By: Kent Engelke | Capitol Securities

Wow! Life is indeed stranger than fiction. The Kavanaugh hearings. Rosenstein. The new NAFTA. Oil. Interest rates.GE. And this is just a few of the events of the past four days.

Volumes have been already written about the above. One’s innate bias can easily be validated.

Commenting about GE, eighteen years ago, GE was viewed as a company that could do no wrong. It was the largest company in the world. Its management was viewed as omnipotent and every organization attempted to emulate it. It was the most widely followed and was the most recommended stock in history. Its AAA rating was sacrosanct.

Today, it is a shadow of itself, down about 82% from its apex, viewed by many firms as a “speculative buy.” Wow!

What will be written in 10 years about today’s market leaders? The greatest difference between now and then is that today’s market leaders dominate the indices and investing strategies. Their capitalization is unfathomable. Because the prices of their shares are in the mid-triple to four digits, any volatility will have an outside impact on the indices

Will AAPL be viewed in a similar manner as Lucent? Will Google be regarded as Prodigy? Will Amazon be thought upon as another Montgomery Ward or Sears?

Friday the all-inclusive September employment report will be released. Twelve months ago, consensus expected the economy would slow and unemployment would rise. The economy today is growing at the greatest pace in 10 years. The labor participation rate is rising which should support wage increases.

Last spring I was writing the upcoming midterms are the most significant midterms in at least two generations. Most are now supportive of this view. Historically, the electorate votes their pocketbook. Against this backdrop, the Republicans should increase their seats in Congress.

Also historically, the party of the incumbent loses an average of 30 House seats and 3 Senate seats. Perhaps the safest comment to make is this president is the most controversial president in many generations, where the establishment is defined as anyone in the political/media/business elite and who also harbors great vitriol and animosity towards him.

What are the odds the Democrats have overplayed their hand similar to the McCarthy era, the last era of character assassination where one was guilty before being proven innocent and the fundamental right of Due Process was ignored?

For those that do not recall, Senator McCarthy was a Republican who was blamed for the Republican loss of the House in 1954. The Republicans did not again capture the House until 1994.

In my view, the greatest risk of the current political fiasco is the gross violation of Due Process, the fundamental right that differentiates the US from the vast majority of other countries. As noted, this violation was a major reason for the Republican’s stunning 1954 loss.

What will happen today?

Last night the foreign markets were mixed. London was down 0.42%, Paris was down 0.71% and Frankfurt was down 0.76%. China was up 0.83%, Japan was up 0.10% and Hang Sang was down 2.38%.

The Dow should open moderately lower on Italian statements that it would have solved its fiscal problems with their own currency, albeit the indebted nation did state it had no intentions of leaving the Euro. The 10-year is up 5/32 to yield 3.07%.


• [What is being asked]
Print the records below exactly; all of them are needed.

Entries taken from a collection

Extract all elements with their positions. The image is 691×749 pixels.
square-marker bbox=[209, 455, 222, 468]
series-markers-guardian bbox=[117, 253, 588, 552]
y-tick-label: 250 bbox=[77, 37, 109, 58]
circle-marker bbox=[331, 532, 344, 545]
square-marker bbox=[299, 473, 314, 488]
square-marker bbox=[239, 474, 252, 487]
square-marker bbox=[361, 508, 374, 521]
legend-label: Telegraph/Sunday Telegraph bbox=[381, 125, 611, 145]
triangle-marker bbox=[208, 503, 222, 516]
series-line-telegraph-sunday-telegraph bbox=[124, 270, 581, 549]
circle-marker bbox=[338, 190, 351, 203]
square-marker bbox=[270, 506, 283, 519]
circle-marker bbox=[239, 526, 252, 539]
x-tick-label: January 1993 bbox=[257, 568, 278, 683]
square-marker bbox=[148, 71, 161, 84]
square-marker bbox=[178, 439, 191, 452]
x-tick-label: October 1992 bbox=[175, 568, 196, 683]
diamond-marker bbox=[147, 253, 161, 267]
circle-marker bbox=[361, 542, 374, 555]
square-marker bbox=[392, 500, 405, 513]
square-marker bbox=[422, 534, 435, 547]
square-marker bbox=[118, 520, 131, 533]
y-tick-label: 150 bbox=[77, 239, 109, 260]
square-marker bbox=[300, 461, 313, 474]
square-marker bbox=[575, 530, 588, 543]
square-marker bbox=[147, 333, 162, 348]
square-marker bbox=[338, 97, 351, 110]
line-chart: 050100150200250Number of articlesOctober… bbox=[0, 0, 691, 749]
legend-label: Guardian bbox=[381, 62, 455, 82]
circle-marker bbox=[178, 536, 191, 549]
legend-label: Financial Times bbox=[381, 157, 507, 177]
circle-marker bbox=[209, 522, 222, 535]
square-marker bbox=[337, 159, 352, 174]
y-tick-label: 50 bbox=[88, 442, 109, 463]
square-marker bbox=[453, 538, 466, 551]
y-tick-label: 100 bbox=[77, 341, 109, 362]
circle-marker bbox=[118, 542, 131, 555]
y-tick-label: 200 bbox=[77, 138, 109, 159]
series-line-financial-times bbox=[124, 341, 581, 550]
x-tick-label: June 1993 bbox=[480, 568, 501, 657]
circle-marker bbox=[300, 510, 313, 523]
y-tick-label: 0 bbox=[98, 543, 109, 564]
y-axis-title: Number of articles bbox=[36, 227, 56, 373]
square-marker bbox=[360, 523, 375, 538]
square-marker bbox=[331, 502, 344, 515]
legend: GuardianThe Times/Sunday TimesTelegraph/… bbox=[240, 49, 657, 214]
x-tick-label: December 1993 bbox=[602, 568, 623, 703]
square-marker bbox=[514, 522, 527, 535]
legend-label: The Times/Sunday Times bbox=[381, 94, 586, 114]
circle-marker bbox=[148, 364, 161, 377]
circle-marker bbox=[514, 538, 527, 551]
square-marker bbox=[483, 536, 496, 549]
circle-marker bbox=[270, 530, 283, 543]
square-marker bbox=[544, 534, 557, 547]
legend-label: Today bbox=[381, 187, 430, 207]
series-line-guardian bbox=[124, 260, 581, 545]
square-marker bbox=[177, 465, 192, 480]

• [Task answer]
Extract all elements with their positions. The image is 691×749 pixels.
square-marker bbox=[209, 455, 222, 468]
series-markers-guardian bbox=[117, 253, 588, 552]
y-tick-label: 250 bbox=[77, 37, 109, 58]
circle-marker bbox=[331, 532, 344, 545]
square-marker bbox=[299, 473, 314, 488]
square-marker bbox=[239, 474, 252, 487]
square-marker bbox=[361, 508, 374, 521]
legend-label: Telegraph/Sunday Telegraph bbox=[381, 125, 611, 145]
triangle-marker bbox=[208, 503, 222, 516]
series-line-telegraph-sunday-telegraph bbox=[124, 270, 581, 549]
circle-marker bbox=[338, 190, 351, 203]
square-marker bbox=[270, 506, 283, 519]
circle-marker bbox=[239, 526, 252, 539]
x-tick-label: January 1993 bbox=[257, 568, 278, 683]
square-marker bbox=[148, 71, 161, 84]
square-marker bbox=[178, 439, 191, 452]
x-tick-label: October 1992 bbox=[175, 568, 196, 683]
diamond-marker bbox=[147, 253, 161, 267]
circle-marker bbox=[361, 542, 374, 555]
square-marker bbox=[392, 500, 405, 513]
square-marker bbox=[422, 534, 435, 547]
square-marker bbox=[118, 520, 131, 533]
y-tick-label: 150 bbox=[77, 239, 109, 260]
square-marker bbox=[300, 461, 313, 474]
square-marker bbox=[575, 530, 588, 543]
square-marker bbox=[147, 333, 162, 348]
square-marker bbox=[338, 97, 351, 110]
line-chart: 050100150200250Number of articlesOctober… bbox=[0, 0, 691, 749]
legend-label: Guardian bbox=[381, 62, 455, 82]
circle-marker bbox=[178, 536, 191, 549]
legend-label: Financial Times bbox=[381, 157, 507, 177]
circle-marker bbox=[209, 522, 222, 535]
square-marker bbox=[337, 159, 352, 174]
y-tick-label: 50 bbox=[88, 442, 109, 463]
square-marker bbox=[453, 538, 466, 551]
y-tick-label: 100 bbox=[77, 341, 109, 362]
circle-marker bbox=[118, 542, 131, 555]
y-tick-label: 200 bbox=[77, 138, 109, 159]
series-line-financial-times bbox=[124, 341, 581, 550]
x-tick-label: June 1993 bbox=[480, 568, 501, 657]
circle-marker bbox=[300, 510, 313, 523]
y-tick-label: 0 bbox=[98, 543, 109, 564]
y-axis-title: Number of articles bbox=[36, 227, 56, 373]
square-marker bbox=[360, 523, 375, 538]
square-marker bbox=[331, 502, 344, 515]
legend: GuardianThe Times/Sunday TimesTelegraph/… bbox=[240, 49, 657, 214]
x-tick-label: December 1993 bbox=[602, 568, 623, 703]
square-marker bbox=[514, 522, 527, 535]
legend-label: The Times/Sunday Times bbox=[381, 94, 586, 114]
circle-marker bbox=[148, 364, 161, 377]
circle-marker bbox=[514, 538, 527, 551]
square-marker bbox=[483, 536, 496, 549]
circle-marker bbox=[270, 530, 283, 543]
square-marker bbox=[544, 534, 557, 547]
legend-label: Today bbox=[381, 187, 430, 207]
series-line-guardian bbox=[124, 260, 581, 545]
square-marker bbox=[177, 465, 192, 480]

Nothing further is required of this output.